| "Presidents and Agents, at Surat, Fort St. George, and Bantam | 5 tonns. |
| Chiefes, at Persia, the [Bay] (q.v.), Mesulapatam, and Macassar: Deputy at Bombay, and Seconds at Surat, Fort St. George, and Bantam | 3 tonns." |
| In Notes and Exts., No. i. p. 3. | |
1702.—"Tuesday 7th Aprill.... In the morning a Councill ... afterwards having some Discourse arising among us whether the charge of hiring Calashes, &c., upon Invitations given us from the Shabander or any others to go to their Countrey Houses or upon any other Occasion of diverting our Selves abroad for health, should be charged to our Honble Masters account or not, the President and Mr. Loyd were of opinion to charge the same.... But Mr. Rouse, Mr. Ridges, and Mr. Master were of opinion that Batavia being a place of extraordinary charge and Expense in all things, the said Calash hire, &c., ought not to be charged to the Honourable Company's Account."—MS. Records in India Office.
The book containing this is a collocation of fragmentary MS. diaries. But this passage pertains apparently to the proceedings of President Allen Catchpole and his council, belonging to the Factory of Chusan, from which they were expelled by the Chinese in 1701-2; they stayed some time at Batavia on their way home. Mr. Catchpole (or Ketchpole) was soon afterwards chief of an English settlement made upon Pulo Condore, off the Cambojan coast. In 1704-5, we read that he reported favourably on the prospects of the settlement, requesting a supply of young [writers], to learn the Chinese language, anticipating that the island would soon become an important station for Chinese trade. But Catchpole was himself, about the end of 1705, murdered by certain people of Macassar, who thought he had broken faith with them, and with him all the English but two (see Bruce's Annals, 483-4, 580, 606, and A. Hamilton, ii. 205 [ed. 1744]). The Pulo Condore enterprise thus came to an end.
1727.—"About the year 1674, President Aungier, a gentleman well qualified for governing, came to the Chair, and leaving Surat to the Management of Deputies, came to Bombay, and rectified many things."—A. Hamilton, i. 188.
PRICKLY-HEAT, s. A troublesome cutaneous rash (Lichen tropicus) in the form of small red pimples, which itch intolerably. It affects many Europeans in the hot weather. Fryer (pub. 1698) alludes to these "fiery pimples," but gives the disease no specific name. Natives sometimes suffer from it, and (in the south) use a paste of sandal-wood to alleviate it. Sir Charles Napier in Sind used to suffer much from it, and we have heard him described as standing, when giving an interview during the hot weather, with his back against the edge of an open door, for the convenience of occasional friction against it. [See [RED-DOG].]
1631.—"Quas Latinus Hippocrates Cornelius Celsus papulas, Plinius sudamina vocat ... ita crebra sunt, ut ego adhuc neminem noverim qui molestias has effugerit, non magis quam morsas culicum, quos Lusitani Mosquitas vocant. Sunt autem haec papulae rubentes, et asperae aliquantum, per sudorem in cutem ejectæ; plerumque a capite ad calcem usque, cum summo pruritu, et assiduo scalpendi desiderio erumpentes."—Jac. Bontii, Hist. Nat. &c., ii. 18, p. 33.
1665.—"The Sun is but just now rising, yet he is intolerable; there is not a Cloud in the Sky, not a breath of Wind; my horses are spent, they have not seen a green Herb since we came out of Lahor; my Indians, for all their black, dry, and hard skin, sink under it. My face, hands and feet are peeled off, and my body is covered all over with pimples that prick me, as so many needles."—Bernier, E.T. 125; [ed. Constable, 389].
[1673.—"This Season ... though moderately warm, yet our Bodies broke out into small fiery Pimples (a sign of a prevailing Crasis) augmented by Muskeetoe-Bites, and Chinces raising Blisters on us."—Fryer, 35.]
1807.—"One thing I have forgotten to tell you of—the prickly heat. To give you some notion of its intensity, the placid Lord William (Bentinck) has been found sprawling on a table on his back; and Sir Henry Gwillin, one of the Madras Judges, who is a Welshman, and a fiery Briton in all senses, was discovered by a visitor rolling on his own floor, roaring like a baited bull."—Lord Minto in India, June 29.
1813.—"Among the primary effects of a hot climate (for it can hardly be called a disease) we may notice prickly heat."—Johnson, Influence of Trop. Climates, 25.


#### [What is needed]
Within the records below, repeat each line exactly but keep every picture out of the copy.

#### [Exercise input]

------------------------------------

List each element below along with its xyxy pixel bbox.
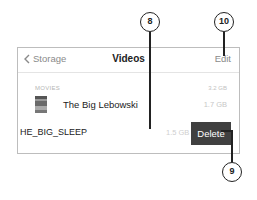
callout-8-line: [149, 32, 151, 129]
movie-size: 1.5 GB: [166, 128, 189, 137]
movie-title: HE_BIG_SLEEP: [20, 127, 87, 137]
section-header: MOVIES: [35, 85, 60, 91]
callout-9: 9: [222, 162, 242, 182]
movie-size: 1.7 GB: [204, 100, 227, 109]
callout-9-line-v: [231, 130, 233, 162]
movie-poster-thumbnail: [35, 96, 47, 113]
delete-button[interactable]: Delete: [191, 122, 231, 145]
videos-screen: Storage Videos Edit MOVIES 3.2 GB The Bi…: [17, 47, 240, 154]
page-title: Videos: [18, 53, 239, 64]
navigation-bar: Storage Videos Edit: [18, 48, 239, 73]
callout-8: 8: [140, 12, 160, 32]
callout-10-line: [223, 32, 225, 56]
callout-10: 10: [214, 12, 234, 32]
list-item-swiped[interactable]: HE_BIG_SLEEP 1.5 GB Delete: [18, 122, 239, 144]
movie-title: The Big Lebowski: [63, 99, 138, 110]
list-item[interactable]: The Big Lebowski 1.7 GB: [18, 95, 239, 119]
section-size: 3.2 GB: [208, 85, 227, 91]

------------------------------------

#### [Response]
List each element below along with its xyxy pixel bbox.
callout-8-line: [149, 32, 151, 129]
movie-size: 1.5 GB: [166, 128, 189, 137]
movie-title: HE_BIG_SLEEP: [20, 127, 87, 137]
section-header: MOVIES: [35, 85, 60, 91]
callout-9: 9: [222, 162, 242, 182]
movie-size: 1.7 GB: [204, 100, 227, 109]
callout-9-line-v: [231, 130, 233, 162]
movie-poster-thumbnail: [35, 96, 47, 113]
delete-button[interactable]: Delete: [191, 122, 231, 145]
videos-screen: Storage Videos Edit MOVIES 3.2 GB The Bi…: [17, 47, 240, 154]
page-title: Videos: [18, 53, 239, 64]
navigation-bar: Storage Videos Edit: [18, 48, 239, 73]
callout-8: 8: [140, 12, 160, 32]
callout-10-line: [223, 32, 225, 56]
callout-10: 10: [214, 12, 234, 32]
list-item-swiped[interactable]: HE_BIG_SLEEP 1.5 GB Delete: [18, 122, 239, 144]
movie-title: The Big Lebowski: [63, 99, 138, 110]
list-item[interactable]: The Big Lebowski 1.7 GB: [18, 95, 239, 119]
section-size: 3.2 GB: [208, 85, 227, 91]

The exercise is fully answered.